Thursday, February 17, 2011

Violence Continues To Spark In Bahrain

Armed patrols prowled neighborhoods and tanks appeared in the streets for the first time Thursday after riot police with tear gas and clubs drove protesters from a main square where they had demanded sweeping political change in this tiny kingdom. Medical officials said four people were killed.


Police cars with flashing blue lights encircled Pearl Square, the site of anti-government rallies since Monday. Barbed wire was set up on streets leading to the square, where police cleaned up flattened protest tents and trampled banners. The Interior Ministry declared the protest camp "illegal" and warned Bahrainis to stay off the streets.

The island nation was effectively shut down since workers in the capital could not pass checkpoints or were too scared to venture out. Banks and other key institutions did not open.

The protesters' demands have two main objectives: force the ruling Sunni monarchy to give up its control over top government posts and all critical decisions, and address deep grievances held by the country's majority Shiites who claim they face systematic discrimination and are effectively blocked from key roles in public service and the military.

Read full news at Yahoo News

Wednesday, February 16, 2011

Noynoy Stays Neutral On Marcos Burial In Libingan Ng Mga Bayani

President Aquino Wednesday said he would inhibit himself from the decision on whether the late President Ferdinand Marcos could be buried at the Libingan ng mga Bayani in Taguig City.

The President instead said he would ask a government official "who has less personal attachment" to look into the matter recently proposed by the son of the late strongman, Senator Ferdinand "Bongbong" Marcos.

“Whatever I will say will be bias so I’m thinking of inhibiting myself from deciding the matter,” the President told reporters after meeting senior military officials in Camp Aguinaldo, Quezon City.

"Anything I say on the matter, people might say, was decided on a subjective basis rather than on an objective basis and we would want to spare our country from that,” said the President, son of the freedom heroes the late Senator Benigno Aquino Jr. and President Corazon Aquino.

Read the rest of the story at Manila Bulletin

Ferdinand Emmanuel Edralin Marcos (September 11, 1917 – September 28, 1989) was the tenth President of the Philippines from 1965 to 1986. He was a lawyer, member of the Philippine House of Representatives (1949–1959) and a member of the Philippine Senate (1959–1965). He was Senate President from 1963-1965. He claimed to have led a guerrilla force called Ang Maharlika in northern Luzon during the Second World War, although this is doubted. As Philippine president and strongman, his greatest achievement was in the fields of infrastructure development and international diplomacy. However, his administration was marred by massive authoritarian corruption, despotism, nepotism, political repression, and human rights violations. He benefited from a large personality cult in the Philippines during his regime.  In 1983, his government was implicated in the assassination of his primary political opponent, Benigno Aquino, Jr. The implication caused a chain of events, including a tainted presidential election that served as the catalyst for the People Power Revolution in February 1986 that led to his removal from power and eventual exile in Hawaii. It was later alleged that he and his wife Imelda Marcos had moved billions of dollars of embezzled public funds to the United States, Switzerland, and other countries, as well as into alleged corporations during his 20 years in power.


Activity.
Only one stretch of the data below is needed: the line with "Identify the location" through the last line. Output it exactly and drop the pictures.

Given entries.
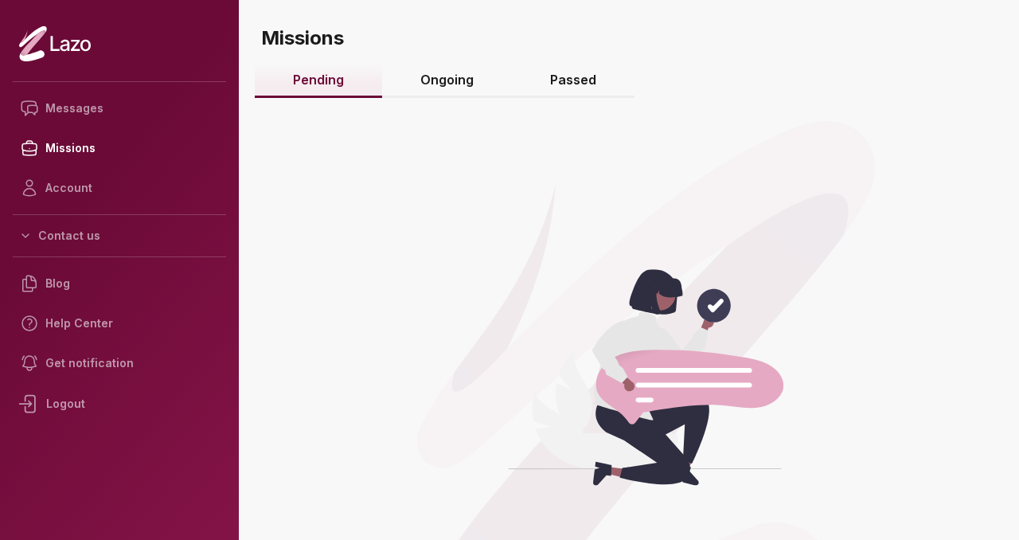 Image resolution: width=1019 pixels, height=540 pixels. What do you see at coordinates (573, 80) in the screenshot?
I see `a: Passed` at bounding box center [573, 80].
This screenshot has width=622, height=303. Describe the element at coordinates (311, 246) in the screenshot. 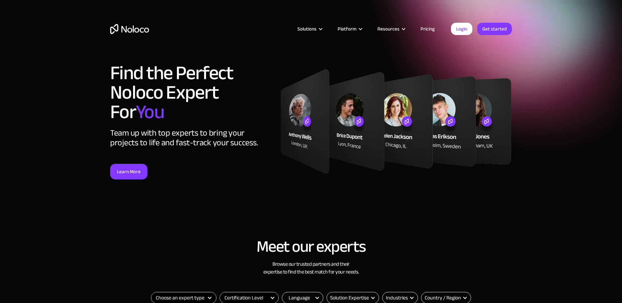

I see `h2: Meet our experts` at that location.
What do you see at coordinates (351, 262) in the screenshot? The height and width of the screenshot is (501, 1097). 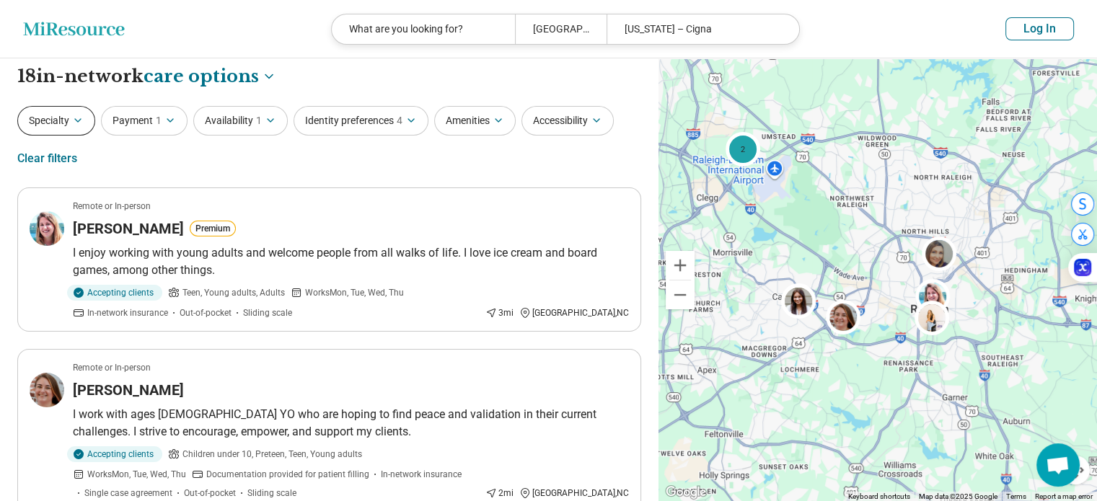 I see `p: I enjoy working with young adults and welcome people from all walks of life. I love ice cream and...` at bounding box center [351, 262].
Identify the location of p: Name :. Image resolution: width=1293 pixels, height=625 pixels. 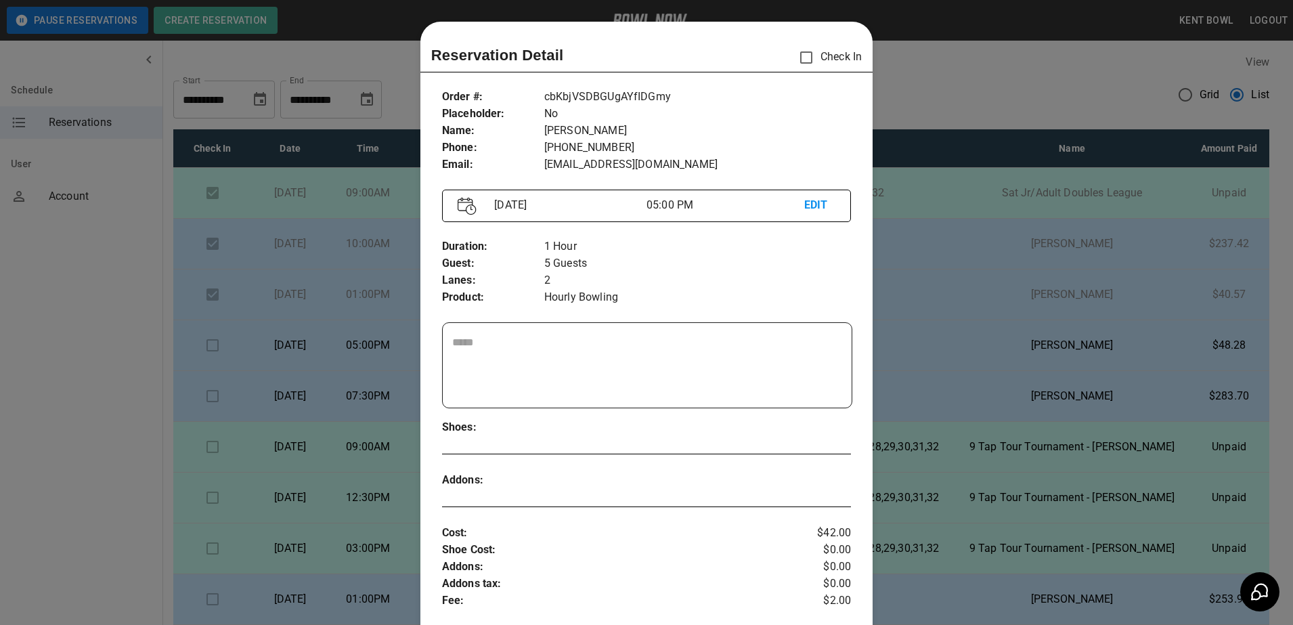
(493, 131).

Task output.
Identify the location of p: Name :. Image resolution: width=1293 pixels, height=625 pixels. 
(493, 131).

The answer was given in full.